FILM MUSIC AFICIONADO WOULD LIKE TO SEE IRA NEWBORN'S MUSIC RELEASED

New York Examiner blogger Danny Gonzalez started up a new series last week called "The Forgotten Soundtrack Spotlight," kicking it off by examining Brian De Palma's Wise Guys, and especially its whimsical score by Ira Newborn. This film always grabbed me from the start, with its animated opening credits sequence and Newman's playful theme. Even so, I never took a close look at Newborn, so I did not know until I read Gonzalez' post that he also composed the Naked Gun theme, as well as the scores for some of John Hughes' most popular movies. Gonzalez' column hopes to get some of the "forgotten soundtracks" such as the one for Wise Guys released, if the original session tapes can still be located. Here is an excerpt from Gonzalez' post:
Newborn's score not only emphisizes the comedy of the film, but it gives it flavor. The film opens and ends with a goofy Italian godfather like theme with a fun solo violin playing throughout and adding to it later on is a solo saxphone.
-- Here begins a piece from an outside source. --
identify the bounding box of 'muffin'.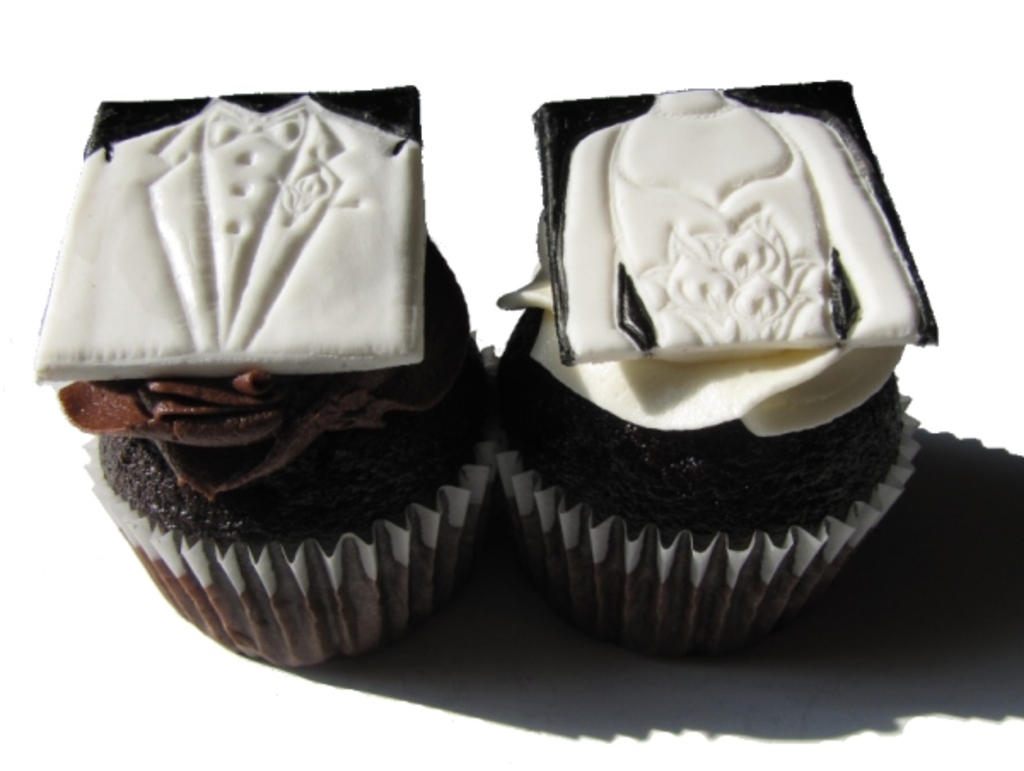
(x1=490, y1=75, x2=935, y2=669).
There are other more "tense moments" like the Church killing scene and for the twist at the end of the film which add a little more dramatic weight, but still keeps the score light, yet frantic.
The reasons the score is very good is because Newborn had some very solid help in the orchestration stage with David Newman and Alf Clausen. Newman who is the brother of Thomas (who I recently revivewed The Adjustment Bureau) and cousin of Randy, (who won recently for Toy Story 3) and Clausen, who has scored virtually every season of The Simpsons since 1990, do a solid job giving the film what it needed, a strong, bouncy main theme. The work they both did with this score does transcend later on in Clausen's Simpsons' music for the mobster character Fat Tony (voiced by Joe Mantegna) and Newman would later revisit the mobster comedy film genre with the hit The Freshman starring Matthew Broderick and the late Godfather himself, Marlon Brando four years after this film came out. His score for that film is quite similar to this one and it's no surprise because the scores are sorta of interchangeable and have the same bouncy main melody and most of the instrumentation (saxophone, accordion, violin, and mandolin) are also similar. You have to give De Palma credit for going in a different direction with Newborn and to me, he does succeed in going in a more lighter, fun direction with the film and the score. He could've easily just have gone for the material straightforward and turned it into a dark, gangster film like he would with David Mamet for The Untouchables, a year later.